Blog Entry
A recent article discussed the phenomena of “psychological ownership” of digital contents. The context of this was about how individual work is marked in a collaborative work environment. The authors discuss various motives for ownership—perceptual (social-cognitive) or part of the human need to categorize the world, instrumental (efficacy and in control) to satisfy (workplace or personal) needs, and symbolic (self-identity) in terms of how people perceive themselves (Wang, Battocchi, Graziola, Pianesi, Tomasini, Zancanaro, & Nass, 2006, p. 226). The researchers identified psychological ownership as an important one in terms of how people interact with each other. That all aligns with our intuitive sense of how things work.
This issue is critical when the spirit of Web 2.0 is rife, and people are all about sharing a lot of digital objects (photos, audio, video, and other forms of multimedia) and information on the Web through various content sharing sites. There are many consuming and a few producing in terms of actual numbers, even in those sites.
The issue of psychological ownership and how an idea is marked as one person’s or another’s is important in an online classroom. Students will email instructors off-list to let them know when a peer has swiped his or her ideas in a discussion board posting, or worse, in a formal paper. A savvy instructor will have noticed already…but the email does show that students can be proactive about identifying an idea as their own and protecting that.
In a professional setting, where original ideas have heft and reputation value (and sometimes monetary value), identifying ownership of a work is critical. This is even more important in cases of virtual teaming where dispersed teams of people will collaborate and where there is not yet strong trust (even if there is initial “swift trust”).
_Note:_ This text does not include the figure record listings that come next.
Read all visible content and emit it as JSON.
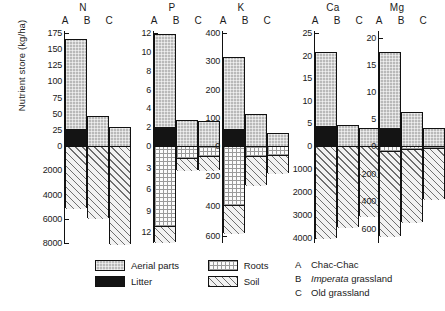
{
  "axis": {
    "ylabel": "Nutrient store (kg/ha)"
  },
  "legend": {
    "items": [
      {
        "label": "Aerial parts",
        "pattern": "aerial",
        "color": "#b9b9b9"
      },
      {
        "label": "Litter",
        "pattern": "litter",
        "color": "#141414"
      },
      {
        "label": "Roots",
        "pattern": "roots",
        "color": "#fbfbfb"
      },
      {
        "label": "Soil",
        "pattern": "soil",
        "color": "#f2f2f2"
      }
    ]
  },
  "key": {
    "rows": [
      {
        "letter": "A",
        "text": "Chac-Chac",
        "italic_word": ""
      },
      {
        "letter": "B",
        "text": " grassland",
        "italic_word": "Imperata"
      },
      {
        "letter": "C",
        "text": "Old grassland",
        "italic_word": ""
      }
    ]
  },
  "group_labels": [
    "A",
    "B",
    "C"
  ],
  "chart_data": {
    "type": "bar",
    "ylabel": "Nutrient store (kg/ha)",
    "xlabel": "",
    "grid": false,
    "legend_position": "bottom-left",
    "note": "Stacked bars; positive axis = aerial parts + litter, negative axis = roots + soil (separate scale).",
    "categories": [
      "A",
      "B",
      "C"
    ],
    "category_meaning": [
      "Chac-Chac",
      "Imperata grassland",
      "Old grassland"
    ],
    "series": [
      {
        "name": "Aerial parts",
        "stack": "positive"
      },
      {
        "name": "Litter",
        "stack": "positive"
      },
      {
        "name": "Roots",
        "stack": "negative"
      },
      {
        "name": "Soil",
        "stack": "negative"
      }
    ],
    "panels": [
      {
        "name": "N",
        "pos_ticks": [
          0,
          25,
          50,
          75,
          100,
          125,
          150,
          175
        ],
        "neg_ticks": [
          0,
          2000,
          4000,
          6000,
          8000
        ],
        "pos_max": 175,
        "neg_max": 8000,
        "bars": [
          {
            "cat": "A",
            "litter": 28,
            "aerial": 137,
            "total_pos": 165,
            "roots": 0,
            "soil": 5100,
            "total_neg": 5100
          },
          {
            "cat": "B",
            "litter": 0,
            "aerial": 46,
            "total_pos": 46,
            "roots": 0,
            "soil": 5900,
            "total_neg": 5900
          },
          {
            "cat": "C",
            "litter": 0,
            "aerial": 29,
            "total_pos": 29,
            "roots": 0,
            "soil": 8100,
            "total_neg": 8100
          }
        ]
      },
      {
        "name": "P",
        "pos_ticks": [
          0,
          2,
          4,
          6,
          8,
          10,
          12
        ],
        "neg_ticks": [
          0,
          3,
          6,
          9,
          12
        ],
        "pos_max": 12,
        "neg_max": 13.5,
        "bars": [
          {
            "cat": "A",
            "litter": 2.1,
            "aerial": 9.8,
            "total_pos": 11.9,
            "roots": 11.0,
            "soil": 2.3,
            "total_neg": 13.3
          },
          {
            "cat": "B",
            "litter": 0,
            "aerial": 2.8,
            "total_pos": 2.8,
            "roots": 1.6,
            "soil": 1.7,
            "total_neg": 3.3
          },
          {
            "cat": "C",
            "litter": 0,
            "aerial": 2.7,
            "total_pos": 2.7,
            "roots": 1.3,
            "soil": 2.0,
            "total_neg": 3.3
          }
        ]
      },
      {
        "name": "K",
        "pos_ticks": [
          0,
          100,
          200,
          300,
          400
        ],
        "neg_ticks": [
          0,
          200,
          400,
          600
        ],
        "pos_max": 400,
        "neg_max": 650,
        "bars": [
          {
            "cat": "A",
            "litter": 62,
            "aerial": 253,
            "total_pos": 315,
            "roots": 390,
            "soil": 195,
            "total_neg": 585
          },
          {
            "cat": "B",
            "litter": 0,
            "aerial": 112,
            "total_pos": 112,
            "roots": 60,
            "soil": 200,
            "total_neg": 260
          },
          {
            "cat": "C",
            "litter": 0,
            "aerial": 47,
            "total_pos": 47,
            "roots": 55,
            "soil": 125,
            "total_neg": 180
          }
        ]
      },
      {
        "name": "Ca",
        "pos_ticks": [
          0,
          5,
          10,
          15,
          20,
          25
        ],
        "neg_ticks": [
          0,
          1000,
          2000,
          3000,
          4000
        ],
        "pos_max": 25,
        "neg_max": 4200,
        "bars": [
          {
            "cat": "A",
            "litter": 4.6,
            "aerial": 16.3,
            "total_pos": 20.9,
            "roots": 0,
            "soil": 3980,
            "total_neg": 3980
          },
          {
            "cat": "B",
            "litter": 0,
            "aerial": 4.7,
            "total_pos": 4.7,
            "roots": 0,
            "soil": 3500,
            "total_neg": 3500
          },
          {
            "cat": "C",
            "litter": 0,
            "aerial": 4.0,
            "total_pos": 4.0,
            "roots": 0,
            "soil": 3050,
            "total_neg": 3050
          }
        ]
      },
      {
        "name": "Mg",
        "pos_ticks": [
          0,
          5,
          10,
          15,
          20
        ],
        "neg_ticks": [
          0,
          200,
          400,
          600
        ],
        "pos_max": 21,
        "neg_max": 700,
        "bars": [
          {
            "cat": "A",
            "litter": 3.6,
            "aerial": 13.9,
            "total_pos": 17.5,
            "roots": 30,
            "soil": 620,
            "total_neg": 650
          },
          {
            "cat": "B",
            "litter": 0,
            "aerial": 6.4,
            "total_pos": 6.4,
            "roots": 12,
            "soil": 533,
            "total_neg": 545
          },
          {
            "cat": "C",
            "litter": 0,
            "aerial": 3.4,
            "total_pos": 3.4,
            "roots": 10,
            "soil": 370,
            "total_neg": 380
          }
        ]
      }
    ]
  }
}
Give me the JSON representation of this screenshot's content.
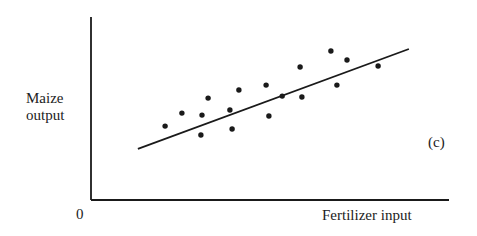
{
  "chart_data": {
    "type": "scatter",
    "title": "",
    "panel_label": "(c)",
    "xlabel": "Fertilizer input",
    "ylabel": "Maize output",
    "ylabel_lines": [
      "Maize",
      "output"
    ],
    "origin_label": "0",
    "xlim": [
      0,
      100
    ],
    "ylim": [
      0,
      100
    ],
    "grid": false,
    "legend": null,
    "axis_ticks": "none (unlabeled axes; values are normalized positions 0-100)",
    "series": [
      {
        "name": "observations",
        "kind": "points",
        "points": [
          {
            "x": 20.7,
            "y": 40.4
          },
          {
            "x": 25.4,
            "y": 47.5
          },
          {
            "x": 30.7,
            "y": 35.5
          },
          {
            "x": 31.0,
            "y": 46.4
          },
          {
            "x": 32.7,
            "y": 55.7
          },
          {
            "x": 38.8,
            "y": 49.2
          },
          {
            "x": 39.4,
            "y": 38.8
          },
          {
            "x": 41.3,
            "y": 60.1
          },
          {
            "x": 48.9,
            "y": 62.8
          },
          {
            "x": 49.7,
            "y": 45.9
          },
          {
            "x": 53.4,
            "y": 56.8
          },
          {
            "x": 58.4,
            "y": 72.7
          },
          {
            "x": 58.9,
            "y": 56.3
          },
          {
            "x": 67.0,
            "y": 81.4
          },
          {
            "x": 68.7,
            "y": 62.8
          },
          {
            "x": 71.5,
            "y": 76.5
          },
          {
            "x": 80.2,
            "y": 73.2
          }
        ]
      },
      {
        "name": "fitted line",
        "kind": "line",
        "points": [
          {
            "x": 13.1,
            "y": 27.9
          },
          {
            "x": 88.8,
            "y": 82.5
          }
        ]
      }
    ],
    "annotations": [
      "(c)"
    ]
  },
  "style": {
    "ink": "#1a1a1a",
    "background": "#ffffff"
  }
}
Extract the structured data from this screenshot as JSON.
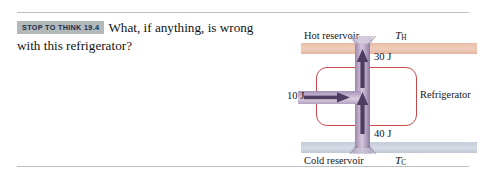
{
  "exercise": {
    "badge": "STOP TO THINK 19.4",
    "question_line1": "What, if anything, is wrong",
    "question_line2": "with this refrigerator?"
  },
  "diagram": {
    "hot_reservoir_label": "Hot reservoir",
    "cold_reservoir_label": "Cold reservoir",
    "temp_hot_symbol": "T",
    "temp_hot_subscript": "H",
    "temp_cold_symbol": "T",
    "temp_cold_subscript": "C",
    "device_label": "Refrigerator",
    "energy_to_hot": "30 J",
    "energy_from_cold": "40 J",
    "work_input": "10 J",
    "colors": {
      "hot_band": "#e9bda8",
      "cold_band": "#c4ccd8",
      "device_outline": "#c8494b",
      "energy_pipe": "#b5a3c2",
      "arrow": "#4a3a5c",
      "rule": "#b9c0c6",
      "badge_bg": "#b3b8ba",
      "badge_text": "#14304d"
    }
  }
}
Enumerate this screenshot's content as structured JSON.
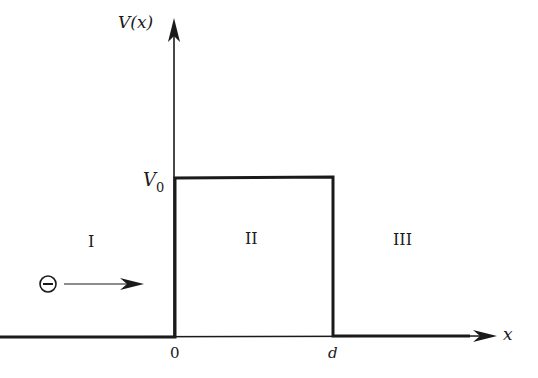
{
  "diagram": {
    "type": "potential-barrier",
    "y_axis_label": "V(x)",
    "x_axis_label": "x",
    "barrier_height_label": "V",
    "barrier_height_subscript": "0",
    "x_ticks": [
      "0",
      "d"
    ],
    "regions": [
      "I",
      "II",
      "III"
    ],
    "particle_symbol": "−",
    "particle_name": "electron",
    "particle_direction": "right"
  }
}
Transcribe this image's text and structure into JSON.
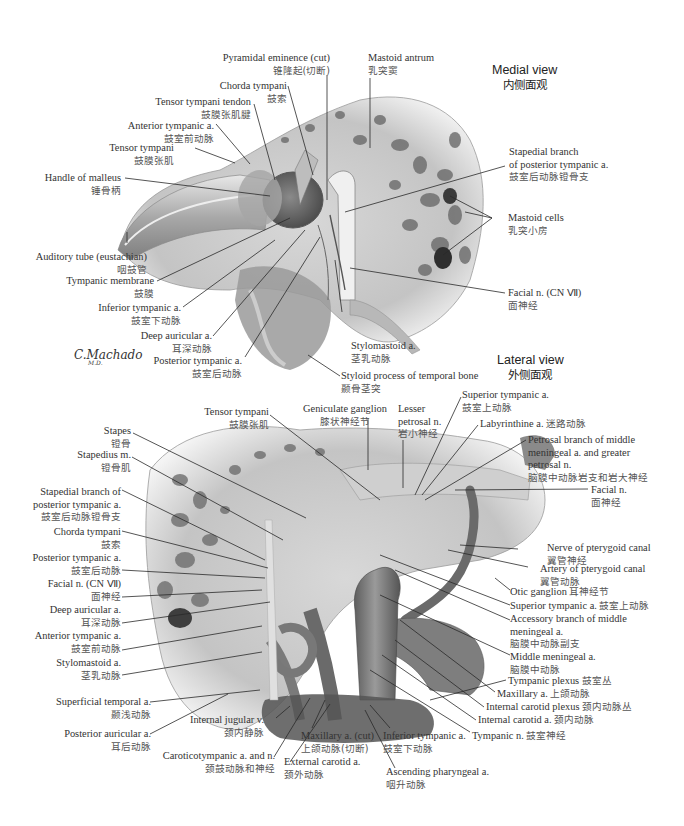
{
  "figure": {
    "signature": "C.Machado",
    "signature_sub": "M.D.",
    "colors": {
      "background": "#ffffff",
      "bone": "#e6e6e6",
      "tissue": "#9a9a9a",
      "vessel": "#6e6e6e",
      "leader": "#2a2a2a",
      "text": "#333333"
    }
  },
  "medial_view": {
    "title": "Medial view",
    "title_zh": "内侧面观",
    "labels": [
      {
        "en": "Pyramidal eminence (cut)",
        "zh": "锥隆起(切断)"
      },
      {
        "en": "Mastoid antrum",
        "zh": "乳突窦"
      },
      {
        "en": "Chorda tympani",
        "zh": "鼓索"
      },
      {
        "en": "Tensor tympani tendon",
        "zh": "鼓膜张肌腱"
      },
      {
        "en": "Anterior tympanic a.",
        "zh": "鼓室前动脉"
      },
      {
        "en": "Tensor tympani",
        "zh": "鼓膜张肌"
      },
      {
        "en": "Handle of malleus",
        "zh": "锤骨柄"
      },
      {
        "en": "Stapedial branch",
        "en2": "of posterior tympanic a.",
        "zh": "鼓室后动脉镫骨支"
      },
      {
        "en": "Mastoid cells",
        "zh": "乳突小房"
      },
      {
        "en": "Auditory tube (eustachian)",
        "zh": "咽鼓管"
      },
      {
        "en": "Tympanic membrane",
        "zh": "鼓膜"
      },
      {
        "en": "Inferior tympanic a.",
        "zh": "鼓室下动脉"
      },
      {
        "en": "Facial n. (CN Ⅶ)",
        "zh": "面神经"
      },
      {
        "en": "Deep auricular a.",
        "zh": "耳深动脉"
      },
      {
        "en": "Posterior tympanic a.",
        "zh": "鼓室后动脉"
      },
      {
        "en": "Stylomastoid a.",
        "zh": "茎乳动脉"
      },
      {
        "en": "Styloid process of temporal bone",
        "zh": "颞骨茎突"
      }
    ]
  },
  "lateral_view": {
    "title": "Lateral view",
    "title_zh": "外侧面观",
    "labels": [
      {
        "en": "Superior tympanic a.",
        "zh": "鼓室上动脉"
      },
      {
        "en": "Tensor tympani",
        "zh": "鼓膜张肌"
      },
      {
        "en": "Geniculate ganglion",
        "zh": "膝状神经节"
      },
      {
        "en": "Lesser",
        "en2": "petrosal n.",
        "zh": "岩小神经"
      },
      {
        "en": "Labyrinthine a.",
        "zh": "迷路动脉"
      },
      {
        "en": "Stapes",
        "zh": "镫骨"
      },
      {
        "en": "Stapedius m.",
        "zh": "镫骨肌"
      },
      {
        "en": "Petrosal branch of middle",
        "en2": "meningeal a. and greater",
        "en3": "petrosal n.",
        "zh": "脑膜中动脉岩支和岩大神经"
      },
      {
        "en": "Facial n.",
        "zh": "面神经"
      },
      {
        "en": "Stapedial branch of",
        "en2": "posterior tympanic a.",
        "zh": "鼓室后动脉镫骨支"
      },
      {
        "en": "Chorda tympani",
        "zh": "鼓索"
      },
      {
        "en": "Nerve of pterygoid canal",
        "zh": "翼管神经"
      },
      {
        "en": "Artery of pterygoid canal",
        "zh": "翼管动脉"
      },
      {
        "en": "Posterior tympanic a.",
        "zh": "鼓室后动脉"
      },
      {
        "en": "Otic ganglion",
        "zh": "耳神经节"
      },
      {
        "en": "Facial n. (CN Ⅶ)",
        "zh": "面神经"
      },
      {
        "en": "Superior tympanic a.",
        "zh": "鼓室上动脉"
      },
      {
        "en": "Accessory branch of  middle",
        "en2": " meningeal a.",
        "zh": "脑膜中动脉副支"
      },
      {
        "en": "Deep auricular a.",
        "zh": "耳深动脉"
      },
      {
        "en": "Anterior tympanic a.",
        "zh": "鼓室前动脉"
      },
      {
        "en": "Middle meningeal a.",
        "zh": "脑膜中动脉"
      },
      {
        "en": "Stylomastoid a.",
        "zh": "茎乳动脉"
      },
      {
        "en": "Tympanic plexus",
        "zh": "鼓室丛"
      },
      {
        "en": "Maxillary a.",
        "zh": "上颌动脉"
      },
      {
        "en": "Superficial temporal a.",
        "zh": "颞浅动脉"
      },
      {
        "en": "Internal carotid plexus",
        "zh": "颈内动脉丛"
      },
      {
        "en": "Internal jugular v.",
        "zh": "颈内静脉"
      },
      {
        "en": "Internal carotid a.",
        "zh": "颈内动脉"
      },
      {
        "en": "Posterior auricular a.",
        "zh": "耳后动脉"
      },
      {
        "en": "Maxillary a. (cut)",
        "zh": "上颌动脉(切断)"
      },
      {
        "en": "Inferior tympanic a.",
        "zh": "鼓室下动脉"
      },
      {
        "en": "Tympanic n.",
        "zh": "鼓室神经"
      },
      {
        "en": "Caroticotympanic  a. and n.",
        "zh": "颈鼓动脉和神经"
      },
      {
        "en": "External carotid a.",
        "zh": "颈外动脉"
      },
      {
        "en": "Ascending pharyngeal a.",
        "zh": "咽升动脉"
      }
    ]
  }
}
There are legal implications, too, based on the provability of who came up with an original idea first. But if collaborators on a project are approaching a work very defensively and protectively of their own ideas, that will not necessarily support open creativity. Of course, most projects start with a contract or memorandum of agreement or binding grant understandings—about the ownership of the work, the payments, the roles, and the ground rules of sharing. There are understood ethics of keeping work private and protected and not infringing on others’ rights.
In some fields where discoveries may have huge monetary and reputation implications, this issue of who originated an idea or came up with something first is even more critical.
The concept of “markers” or indicators to show ownership of contents is the linking of a team member with his or her contributions. The organization and the larger legal system then deals with issues of actual ownership and benefits from original work, within the particular work contexts. Still, the socio-technical system has to be rigorous enough for forensics to establish provenance…but the truth is that ideas are messy, and establishing the timeline of when an idea originated or a discovery was made—in shared work—may be very difficult. In such cases, the research team—spearheaded by a lead researcher or PI—will gain the glory. Most findings and innovations are not done in isolation but are achieved collaboratively, in a context of trust, competition, intellect, and resourcing.
One intriguing angle I’ve found is that I’ve run across people who think that their ideas are wholly original when they’re borrowing broadly from others. They think that if they think an idea (even if they weren’t the first to think it) that it’s the same as actualizing it. In other words, people often seem to consider psychological ownership even when there are no factual grounds for that.
Many amateurs also assume huge commercial value to their ideas which are untested and pretty much works that have not been tested in the world. They psychologically monetize their works, without any factual basis to do so. In other words, this psychological ownership can be taken to an extreme and to the detriment of the holder of those ideas. Many ideas never make it into the light of day and are never a benefit to anyone else but are just in the minds of the thinkers.
The issue of protecting work is a real one. There have been a half-dozen times where I’ve declined to send on an accepted chapter draft or article to a colleague pre-publication simply because the ownership of the contents has already been signed over to a publisher, and leaking any piece of the as-yet-unpublished work would be problematic with the publisher. Unintended leaks and other mishandling of information has happened enough in my observations of the world for me to err on the side of caution.
There’s enough of a sense of caution in the workplace that most people know not to share information unnecessarily. And many even hold work back from presentations and publications because there may be ways to enhance the value of the work through patenting…or other processes…for competitive advantage.
References
Wang, Q-Y., Battocchi, A., Graziola, I., Pianesi, F., Tomasini, D., Zancanaro, M., & Nass, C. (2006). The role of psychological ownership and ownership markers in collaborative working environment. ICMI ’06: Banff, Alberta, Canada. ACM. 225 – 232.